O'Neill was, himself, a haunted man. Sketchy postpartum care after his own birth had left his mother a morphine addict for over a quarter century; she attempted to drown herself in the nearby Thames river one night as her husband and children watched. Eugene felt responsible for her addiction, none of which was helped by a bad case of survivor's guilt after his baby brother Edmund died of measles, having been exposed to the infection by his older brother, Jamie. (It's no coincidence that in Long Day's Journey, O'Neill's autobiographical protagonist is named Edmund, and the dead baby, Eugene.) His father was an acoholic and he followed suit, living much of his life in a deeply soused and extremely depressed state (I know of at least one suicide attempt; he might have made others). O'Neill's sons, one from each of his first two marriages, both killed themselves. The man endured enough tragedy to make anyone want to lapse into a dense fog.
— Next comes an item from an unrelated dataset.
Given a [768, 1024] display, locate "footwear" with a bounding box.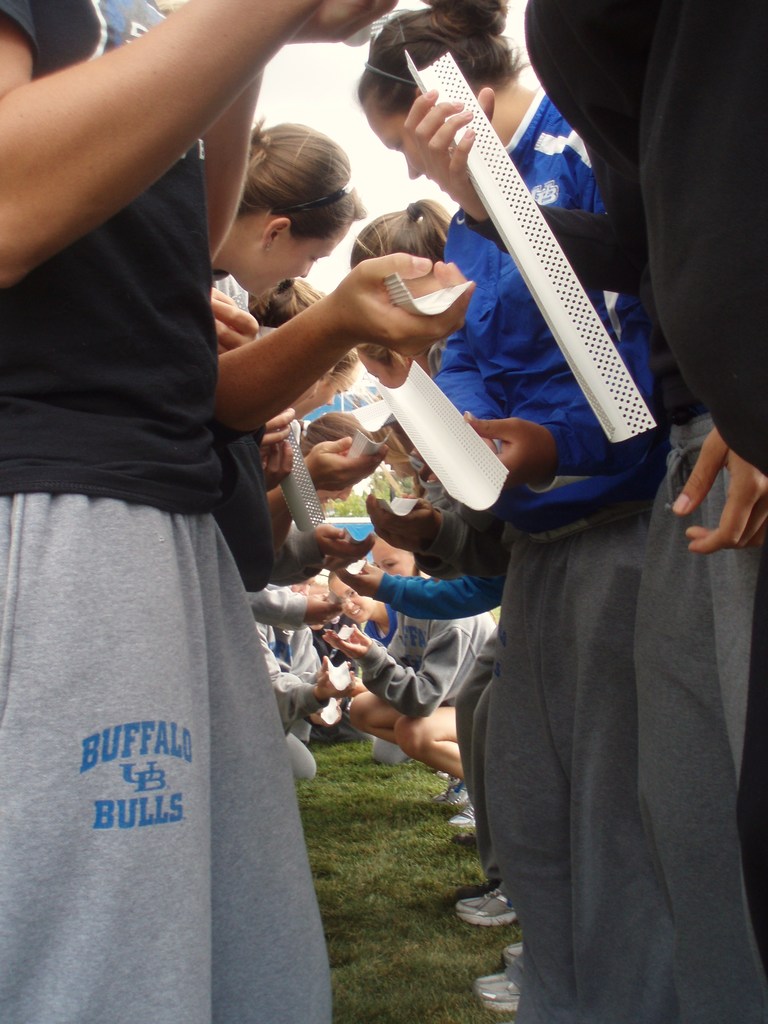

"A little in love with death." In one way or another I suppose most poets are -- at least, it is something we all seem keen to make sense of, though it's not particularly possible, and arguably something that motivates people to create art generally; the desire for posterity, the chance to in some sense outlive yourself or at least leave something of value behind. O'Neill says less about it but he was also, clearly, in love with love. And with mystery, with veiled things, fogged-in things, that he could reveal and obscure at will.
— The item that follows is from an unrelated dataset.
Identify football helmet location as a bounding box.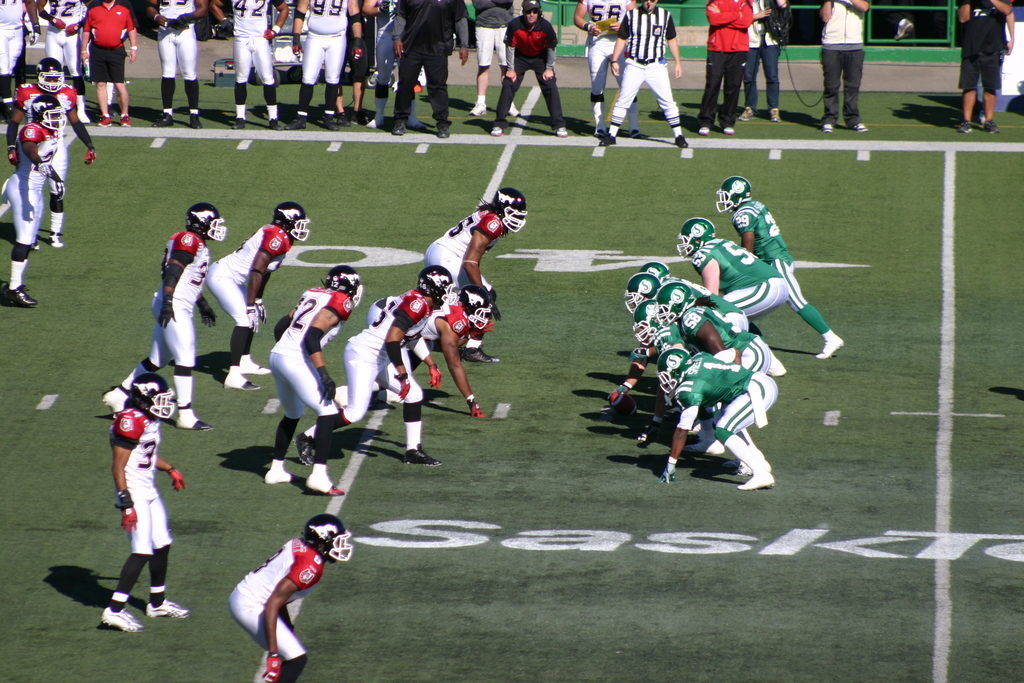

It's said he hated Monte Cristo Cottage; that other than his father, the whole family did. Certainly it held few happy memories for Eugene. And I don't think any of us particularly found him there, although as we drove through New London I was pretty sure I could guess at places that had been the models for his beaches and brothels and bars. It was almost as though once those places were on the page, and on the stage, he maybe got to leave them at last. I don't know. I guess I think the impulse to write springs from some combination of a wish to preserve things and wish to get them the hell out of your system. I've had the experiecne of writing fairly personal, autobiographical work, details altered as needed to protect the innocent and retain narrative integrity -- and finding later that I wasn't even sure any more whether those events had happened or whether I had invented them. It's a disconcerting feeling, but not always a bad one.
I don't beleive artists need to be troubled or tragic to be good artists. I think that's a total myth. But if there were ever a redemptive value to years of tragedy and guilt and melancholy, the stunning body of work Eugene O'Neill left behind would have to qualify.
The house his dad built? Just a house.
But he says it best. Give the clip below a click: it's a stunning rendition, by the wonderful Robert Sean Leonard of Edmund's atomic bomb of a monologue from Long Day's Journey.